Home GADGET After Belfast Riots, UK Reminds Social Platforms They’re Obligated To Remove Hateful Content

After Belfast Riots, UK Reminds Social Platforms They’re Obligated To Remove Hateful Content

by Ohio Digital News



Ofcom, the UK’s communications regulator, has published an open letter reminding social platforms of their legal obligation to heed the Online Safety Act 2023, which requires platforms to “assess and mitigate the risks of illegal activity” including “content amounting to offenses of stirring up hatred or provoking violence.” Platforms are furthermore asked to “reduce the risk of illegal content appearing,” with Ofcom providing lengthy guidance on what constitutes illegal content.

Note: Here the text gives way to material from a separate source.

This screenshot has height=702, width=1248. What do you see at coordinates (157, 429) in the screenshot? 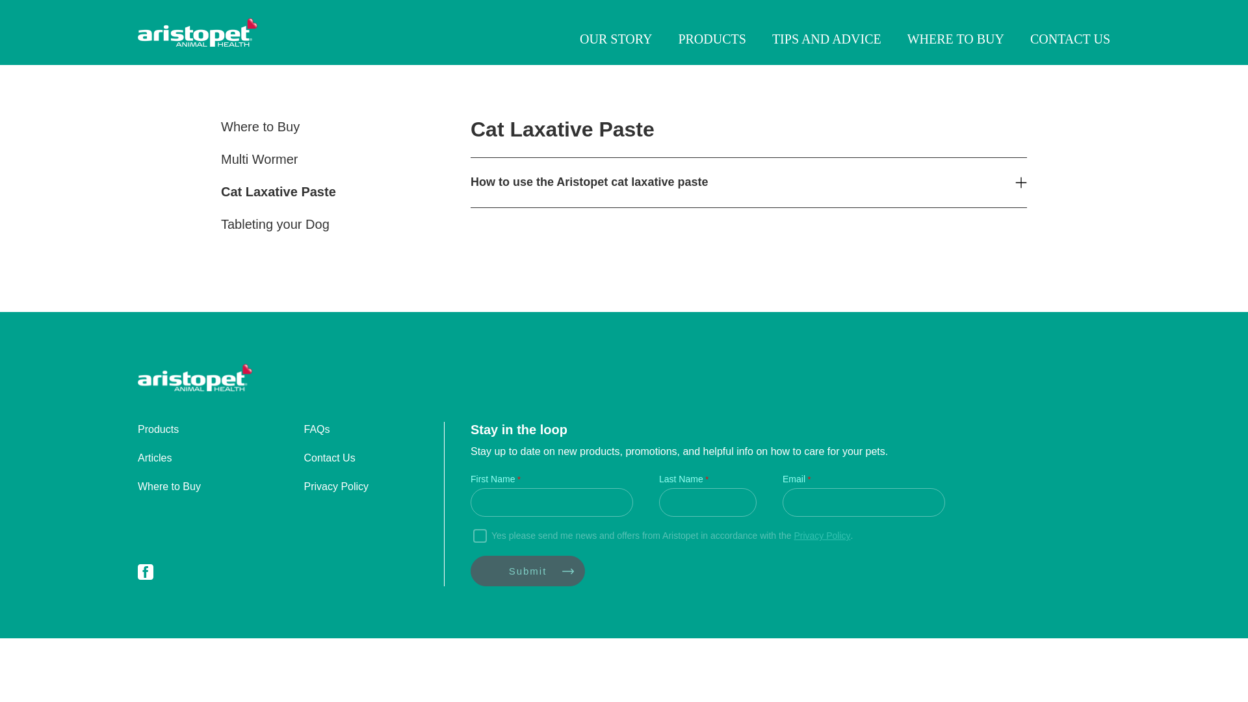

The letter comes in the wake of civil unrest in Belfast. Monday, a Dublin man was stabbed in the street in an apparent knife attack; the assailant, a Sudanese national, was charged with attempted murder on Tuesday. The race and presumed immigration status on the attacker quickly became fodder for politicization among far-right anti-immigration figures in the UK. Overnight, Belfast became the center of a riot in which several homes in immigrant-heavy neighborhoods were set on fire by masked men, according to the Washington Post.

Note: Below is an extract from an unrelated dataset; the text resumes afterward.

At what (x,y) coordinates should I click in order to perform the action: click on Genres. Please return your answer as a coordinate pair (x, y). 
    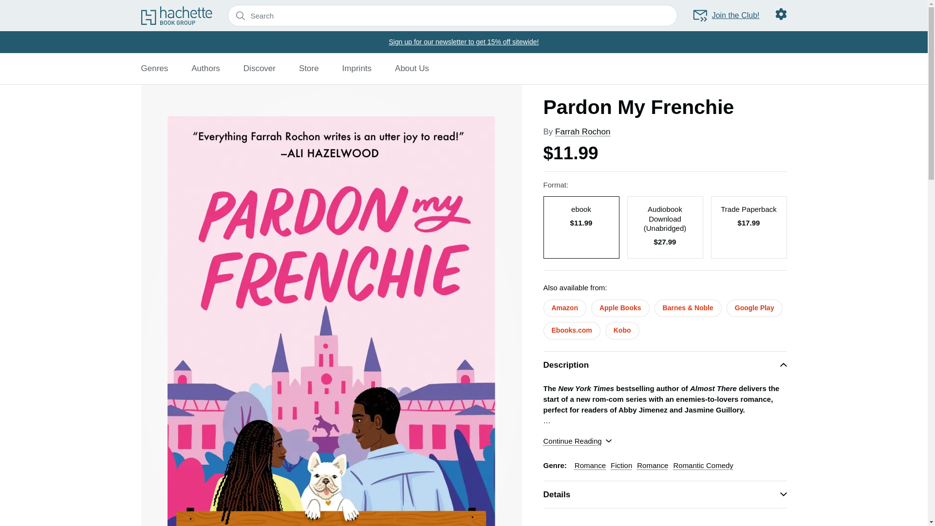
    Looking at the image, I should click on (154, 68).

Content containing hate towards immigrants or misinformation about the attack has spread broadly on social media. Unfortunately, X owner Elon Musk seems to be among those helping it gain traction. Musk retweeted an image from an account named Alice Smith, showing Banksy-style graffiti of a British high court judge violently attacking a White Lives Matter protester with their gavel. He retweeted the far right activist known as Tommy Robinson who said there was a “two-tier” policing and judiciary in the UK favoring immigrants. He retweeted the Restore Britain MP Rupert Lowe, who posted a still image purportedly from the attack with the comment “Millions must go,” a reference to the mass deportations Lowe is in favor of. He retweeted former academic and failed Reform UK candidate Matt Goodwin who said that a “very deliberate policy of mass uncontrolled immigration & open borders” was responsible for inflamed tensions. Goodwin added that the policy in question would “destroy Western nations.”

Musk has around 240.1 million followers on the platform he owns; he has in the past reportedly tweaked the algorithm of the site to increase the reach of his own tweets. 

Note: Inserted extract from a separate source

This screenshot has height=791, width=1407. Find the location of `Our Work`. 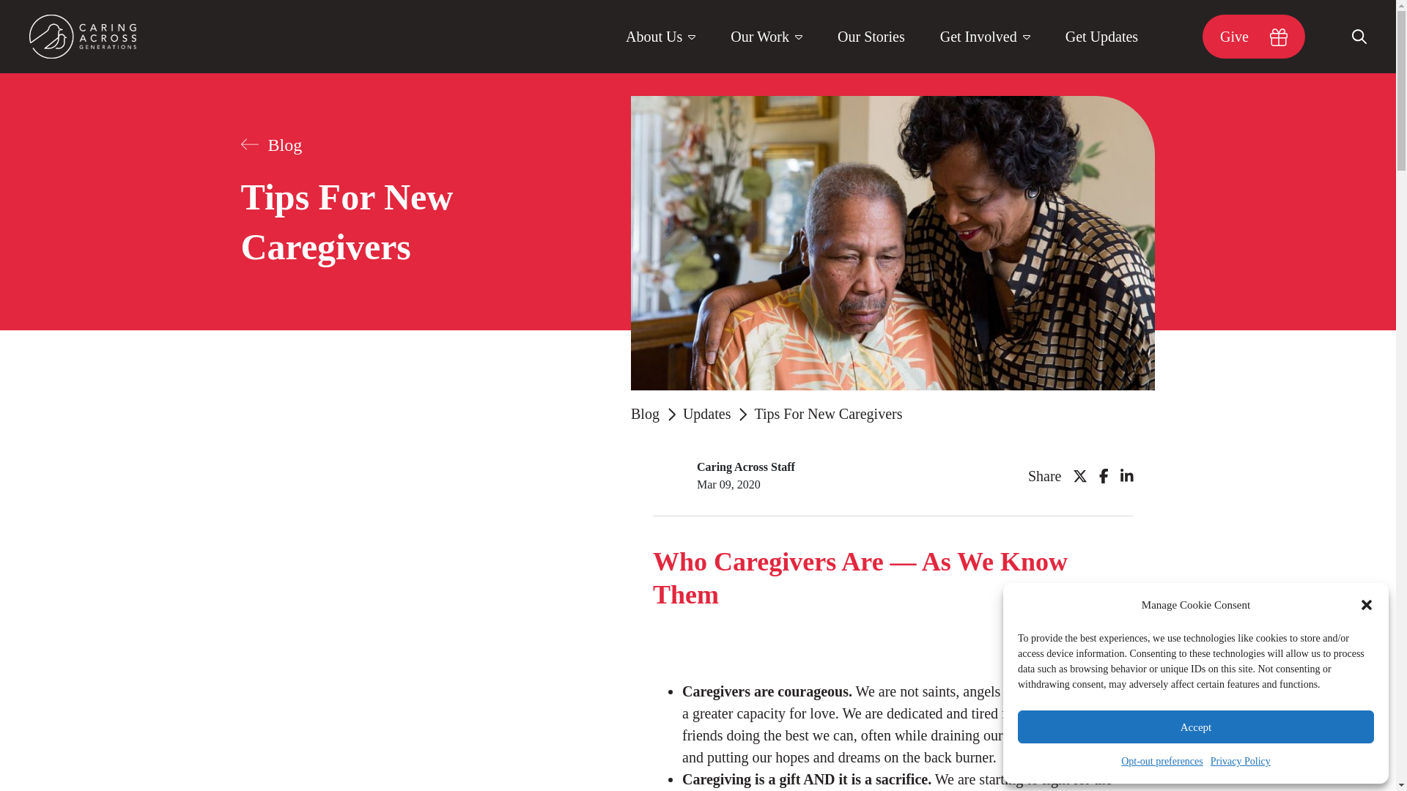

In his fugue state of posting, he also retweeted an account by the name of Visegrád 24, which showed an image from the attack side by side with an image from the arrest of Henry Nowak shortly before his death. Nowak was a student who was fatally stabbed by a Sikh man, Vickrum Digwa, in December, but was arrested after Digwa’s brother called the police accusing Nowak of a racial attack. 

None of Musk’s retweets specifically call for violence directly. Musk’s tweets come in the face of a pledge the company made to the UK back in May, where it said it would work to reduce “hate and terror content.”

The letter comes a single day after Ofcom announced new safety measures platforms would need to adopt to tackle “spikes in illegal content during a crisis.” That includes the sort of disinformation that is rapidly propagated in the wake of a real-world tragedy to encourage further violence. 

Of course, Ofcom’s ability to address issues like this is already being challenged; in May, Meta sued the agency, saying its regime of penalties was “disproportionate.” But perhaps the platforms will respond to Ofcom’s not-even-sternly-worded letter reminding them of their public duty.